I doubt if there was any heavy water used in the Kursk reactors.
We are closer now then we were back then
This is why they are called the widow makers 😮
No it could not wipe out human civilization in a single moment that's not how wars her fault the narration to this is sensationalistic
super interesting video
all those fiberglass rocket mockups in parades.. Soviets only mattered because we made them matter.
dead left neutron,thats a hell of a name
RIP Kursk sailors
I wonder what the half life of these things are? Surely they should be, at the very least covered?
LOL the 6:30 mark on Russia not decommissioning nuke subs right away "their lack of ability to handle it" ...well russia seems to have the ability to pay for billions in super yachts and 10 million dollar watches?

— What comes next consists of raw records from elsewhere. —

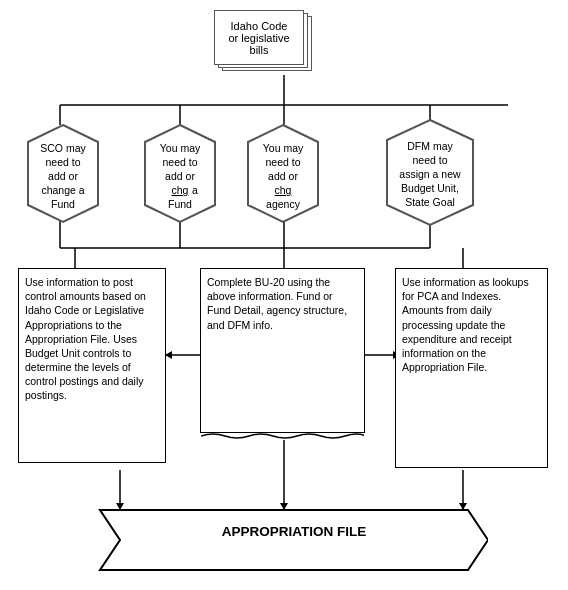  What do you see at coordinates (259, 38) in the screenshot?
I see `top-document-label: Idaho Code or legislative bills` at bounding box center [259, 38]. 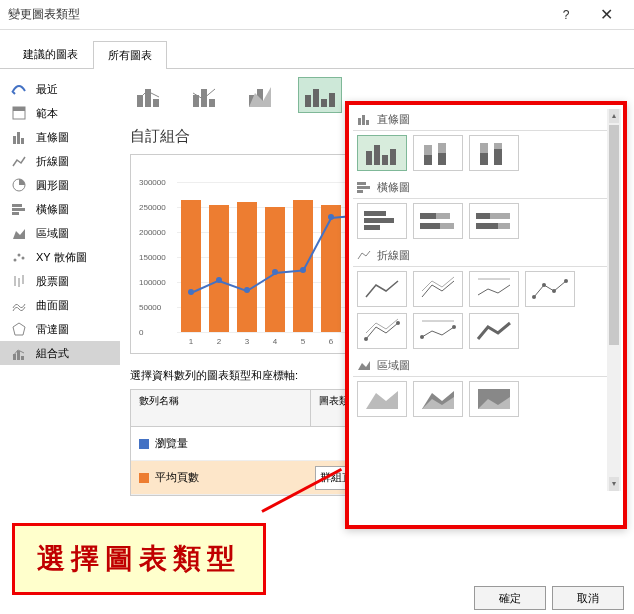 I want to click on series-name-label: 瀏覽量, so click(x=172, y=444).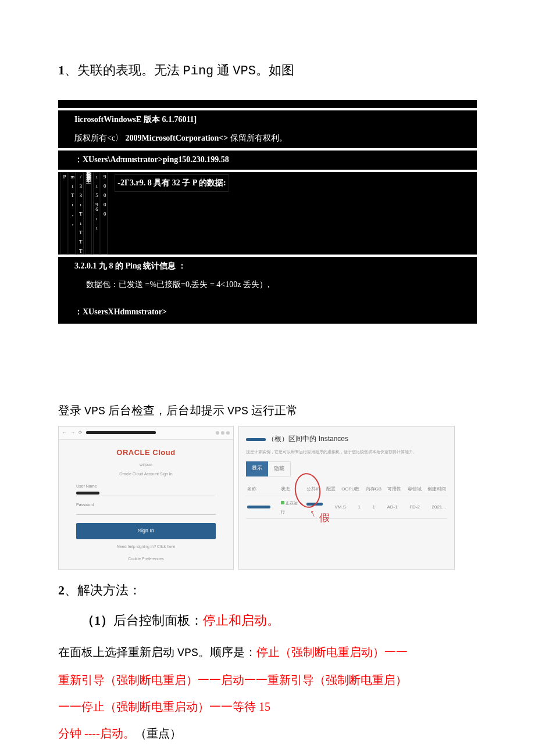 The image size is (535, 756). I want to click on status-running-icon, so click(283, 503).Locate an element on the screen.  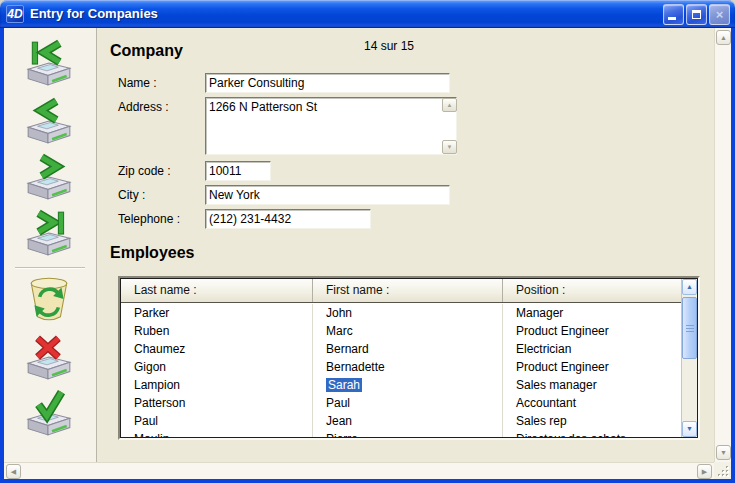
cell-position: Manager is located at coordinates (540, 313).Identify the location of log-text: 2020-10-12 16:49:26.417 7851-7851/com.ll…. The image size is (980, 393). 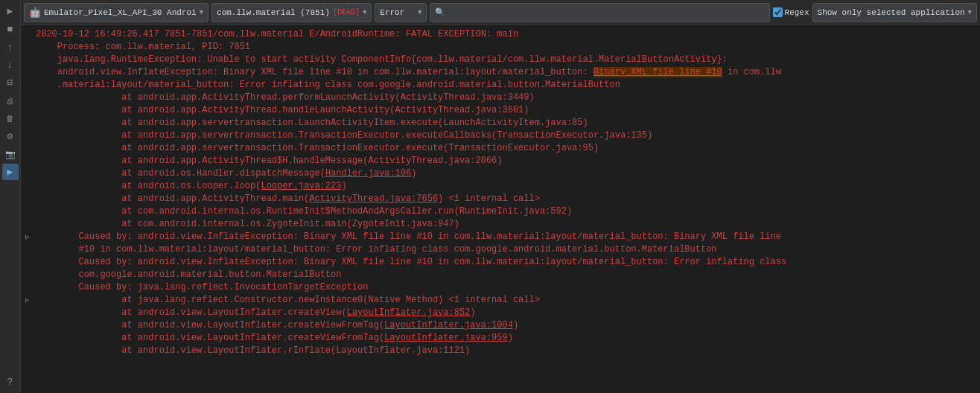
(277, 34).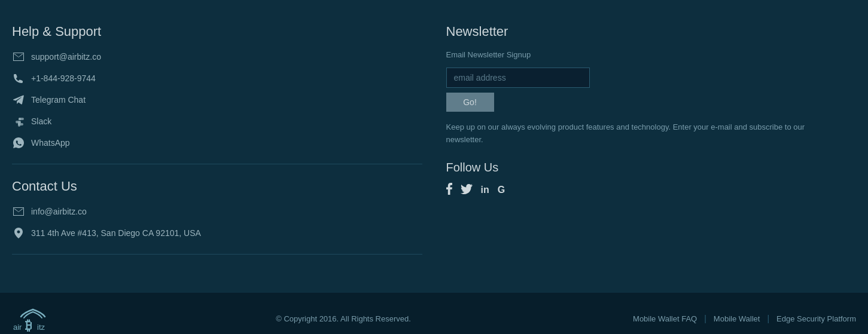 The image size is (868, 334). Describe the element at coordinates (501, 190) in the screenshot. I see `google-icon: G` at that location.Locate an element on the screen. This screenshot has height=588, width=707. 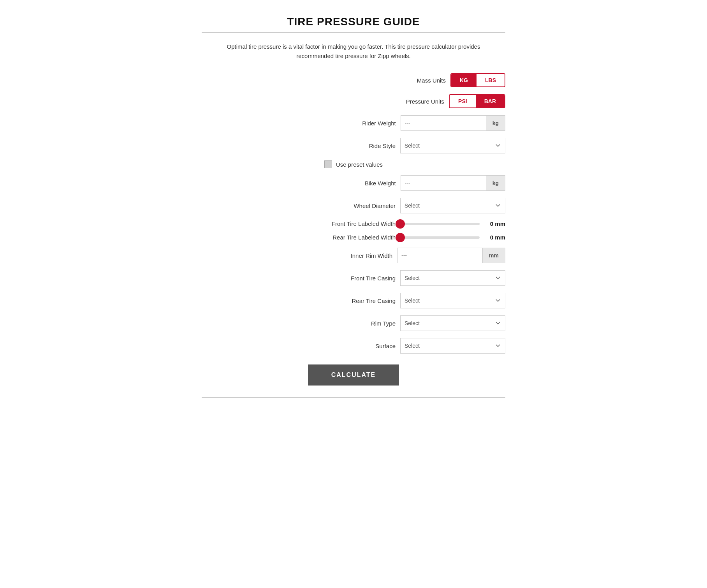
rear-tire-width-thumb is located at coordinates (400, 238).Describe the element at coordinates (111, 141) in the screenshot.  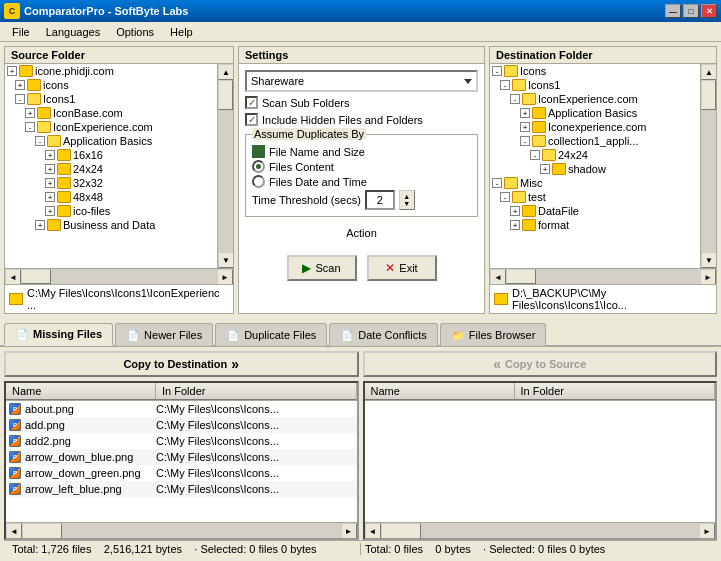
I see `tree-item: - Application Basics` at that location.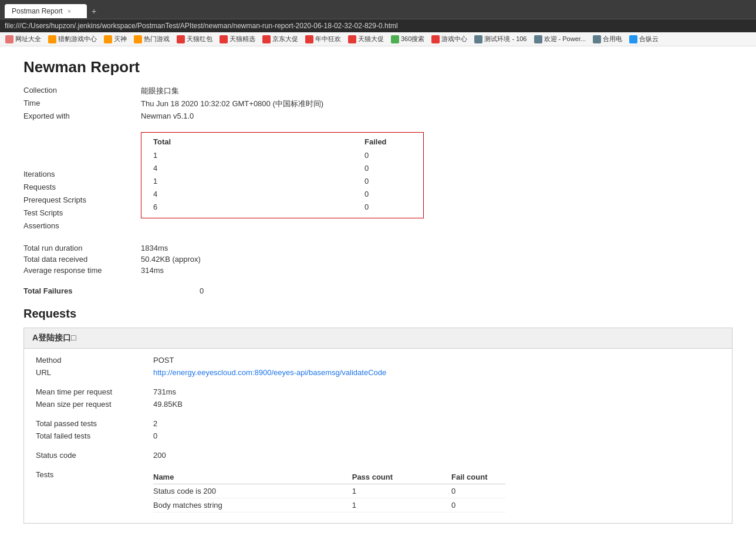 This screenshot has height=543, width=756. Describe the element at coordinates (366, 39) in the screenshot. I see `bookmark-tianmao-dacu: 天猫大促` at that location.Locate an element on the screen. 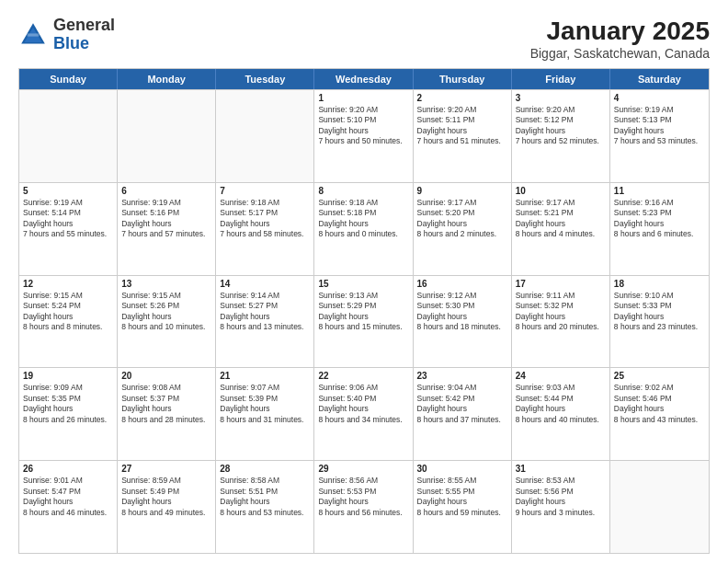  day-number: 6 is located at coordinates (166, 191).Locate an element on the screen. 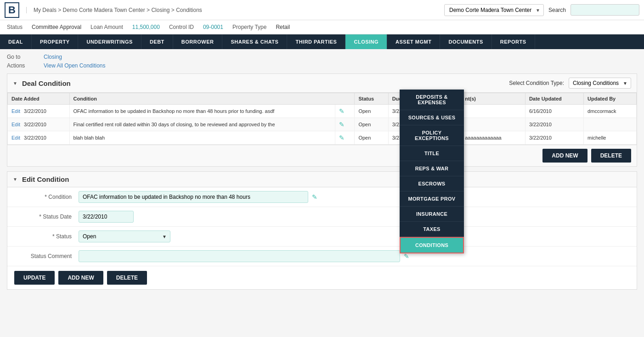 The image size is (644, 337). table-row: Edit 3/22/2010 blah blah blah ✎ Open 3/2… is located at coordinates (322, 138).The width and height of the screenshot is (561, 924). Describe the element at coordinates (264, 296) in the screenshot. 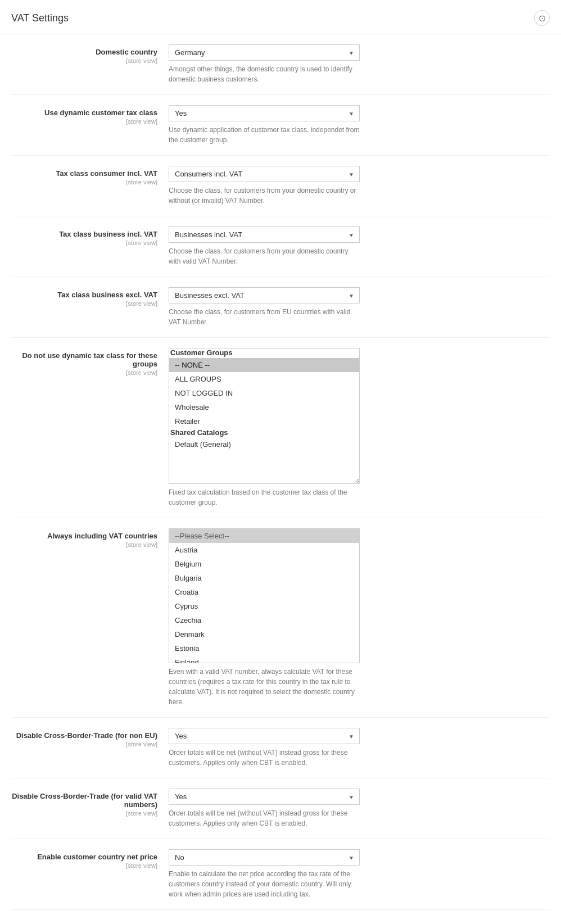

I see `tax-class-business-excl-select: Consumers incl. VAT Businesses incl. VAT…` at that location.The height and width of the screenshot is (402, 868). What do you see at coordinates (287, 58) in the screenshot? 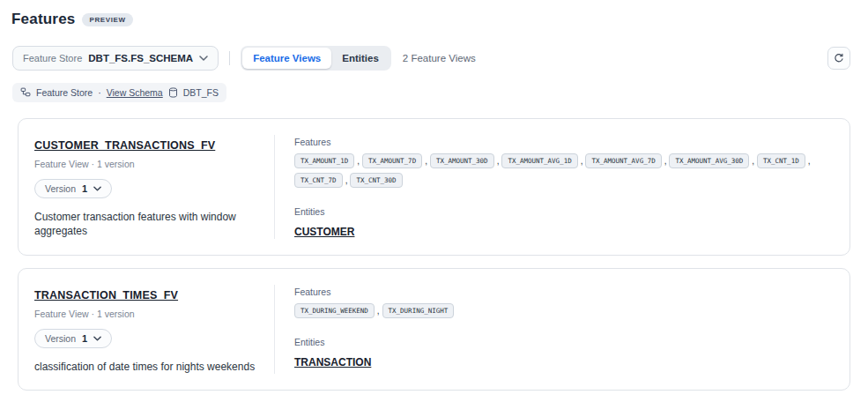
I see `tab-feature-views: Feature Views` at bounding box center [287, 58]. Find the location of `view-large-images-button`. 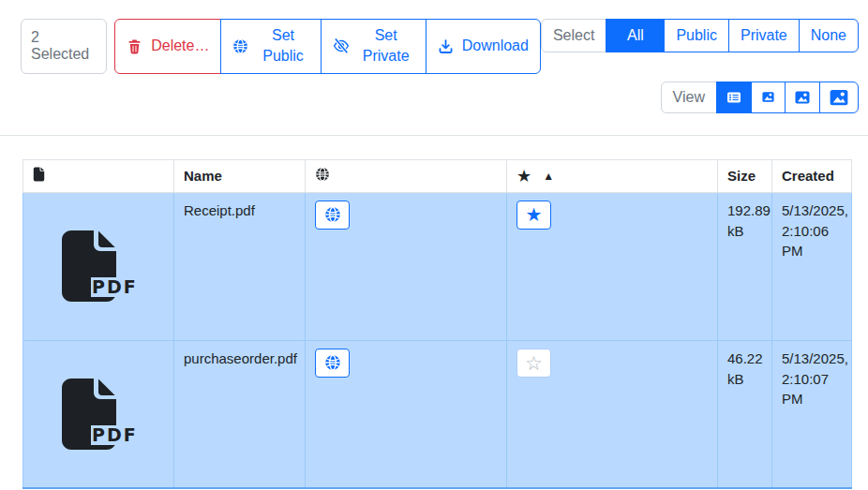

view-large-images-button is located at coordinates (839, 97).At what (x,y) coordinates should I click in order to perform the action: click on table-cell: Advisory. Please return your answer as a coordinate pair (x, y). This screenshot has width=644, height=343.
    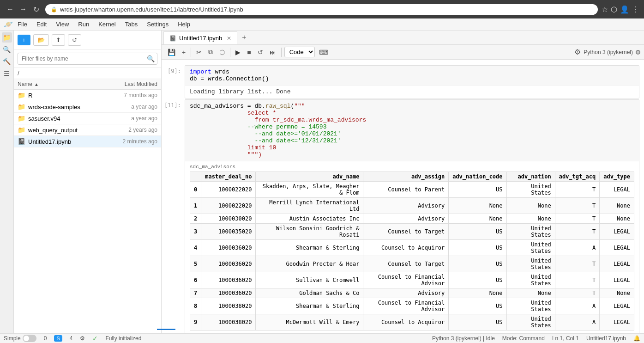
    Looking at the image, I should click on (406, 293).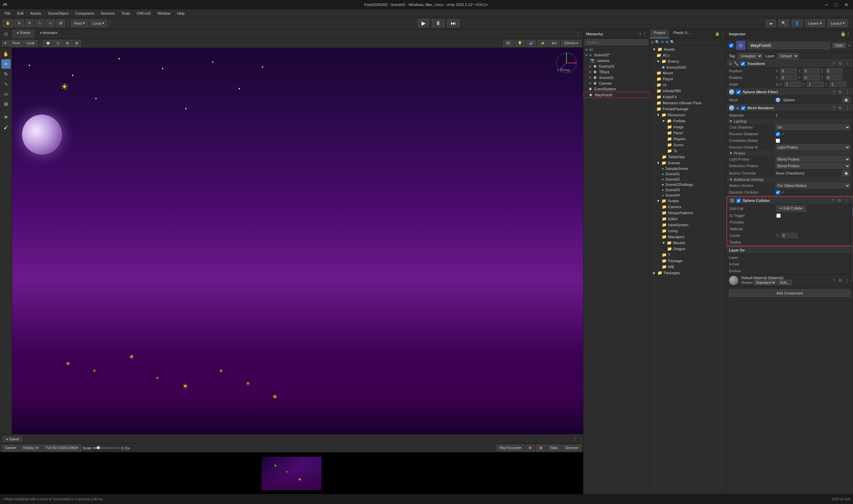 Image resolution: width=853 pixels, height=504 pixels. What do you see at coordinates (616, 55) in the screenshot?
I see `hier-scene02: ▼ ● Scene02*` at bounding box center [616, 55].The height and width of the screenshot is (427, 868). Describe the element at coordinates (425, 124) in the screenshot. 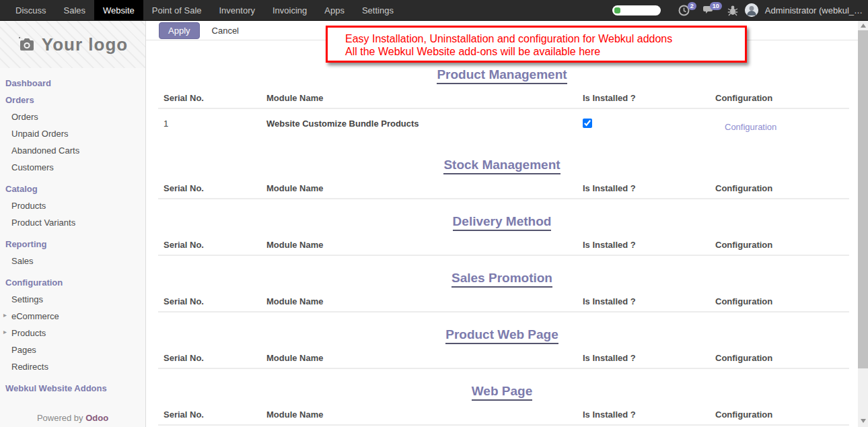

I see `module-name-cell: Website Customize Bundle Products` at that location.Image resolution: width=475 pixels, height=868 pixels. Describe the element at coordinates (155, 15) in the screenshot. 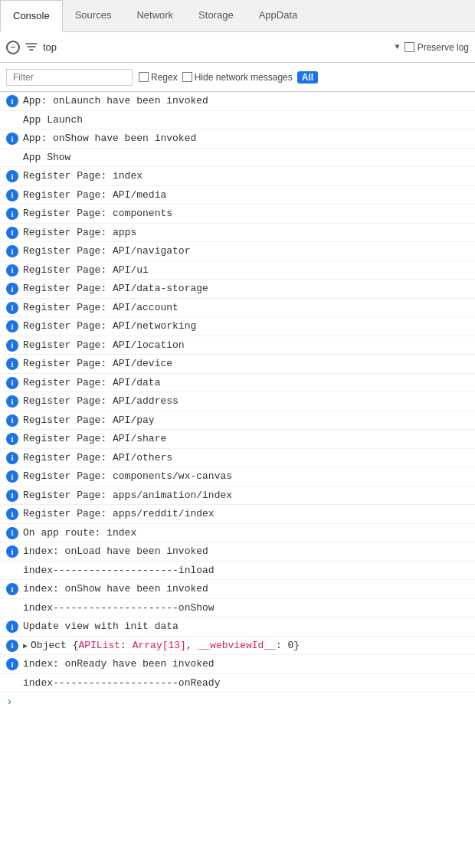

I see `tab-network: Network` at that location.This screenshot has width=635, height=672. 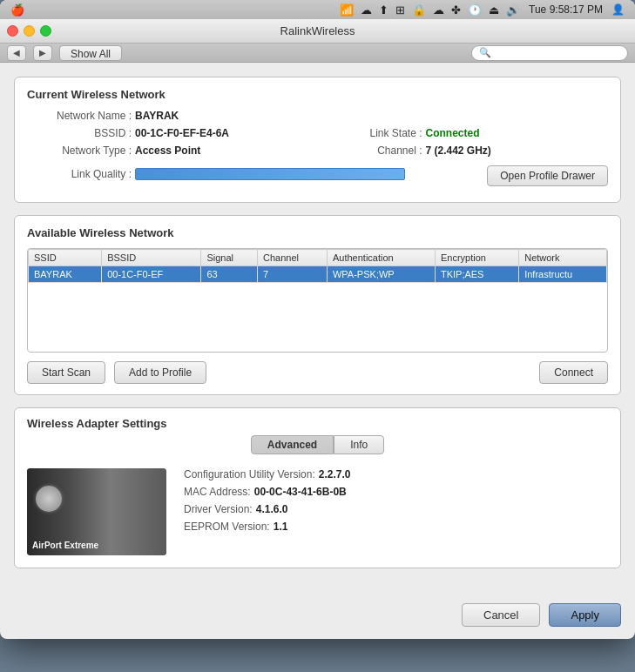 What do you see at coordinates (97, 512) in the screenshot?
I see `adapter-image: AirPort Extreme` at bounding box center [97, 512].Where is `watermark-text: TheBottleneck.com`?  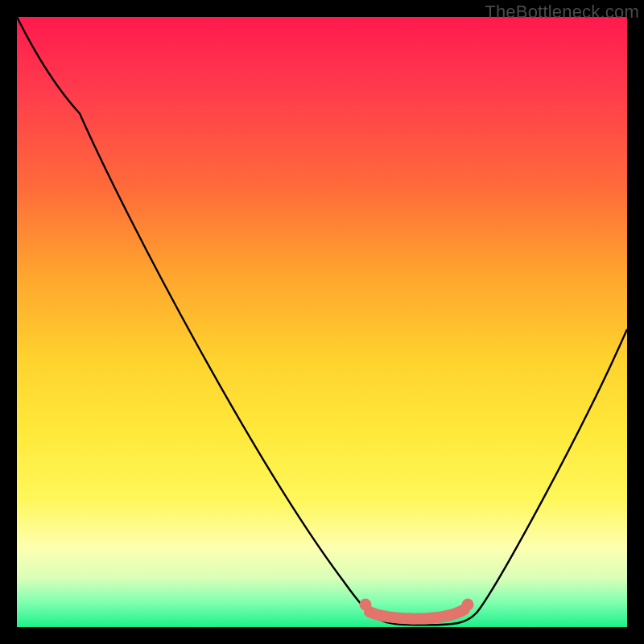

Goofy gloomy documentary voice....! Interesting and good information, but wish they would have chilled out on the doom and gloom narration!
Shits insane we have things like this in the world.. even crazier these mad men are running the show on both sides!!!
There are over 100 reactors at that site now..via satellite photos
Job from hell, scraping old Russian nuclear subs, can't think of many worse work environments.
Sadly the crew paid for the incompetence of the soviet upper echelon. It's hardly a secret that most builders, suppliers, and middlemen skim off the budget so by the time the project is finished, it's already in trouble of failure. Of course accidents happen to every country, it's the nature of operating high tech and highly dangerous equipment. However, cutting costs, or just plain stealing money earmarked for safe operation is in this case premeditated murder. The price to raise the Kursk alone would have kept the fleet of a small nation happy! But good ole Putin is the final say so today. I actually feel bad for the Russian people, this madman will be their demise!
How does and where does the US decomission their sub nuclear reactors? In russia at least they have plenty of space in remote areas.
New Mexico.
Same leaving only the reactor compartment sealed then stored on land at the Hanford site in Washington. This Doc like most over dramatizes this operation. This is safe and well engineered and nowhere near as scary as this narrator makes it out to be.
Because there are always some documentaries for the Russians it looks like they are doing it wrong again :)
I know that the previous generation nuclear reactors were with molten metal and this makes them more difficult to decomission
I know one of the places we store nuclear waste is in New Mexico,”if I remember it right” and it’s stored underground in what use to be a huge salt mine at one time.
All the powers, are partners. Deceiving the masses by lies, and fear.
I love it
You think they have a Reagan sound-a-like on purpose?
I just love that they hired East Germans to manage the work. Very near sighted leading the blind.
New Clear Power = The Movement of Water.
Russia can only afford to pay its submariners $1,000 per year!?? Insane!
👍🏾 nicely educational video
They don't even need submarines they got mobile icbms that just travel on roadways you can't track them all.
Putin - "Quick patch 'em up for christ's sake"
Cleaning Old Submarine Retired Núcleo Nuke OK 650 Reactor
sad thing, we may have come full circle again...
41:30 isnt that same amount what you get when you are on a plane..
Nations poof they trust me not to start a war this is heaven
Is this kind of work still occurring now that there's huge tension between Germany and Russia?
How is the "other" nuclear powers handle there reactors??
Russian Crane operator said with thick Russian Accent “I’m looking for rich American husband who’s taller laying on back or has tongue like buggy whip and can breathe through ears”
This video is so full of false statements, incorrect information and hyperbole its more a mockumentary than a documentary.
Did the writers take any time to learn about nuclear power or radiation before they wrote this? I'm betting not.
Of course not. Why let fact get in the way of a 'good' story.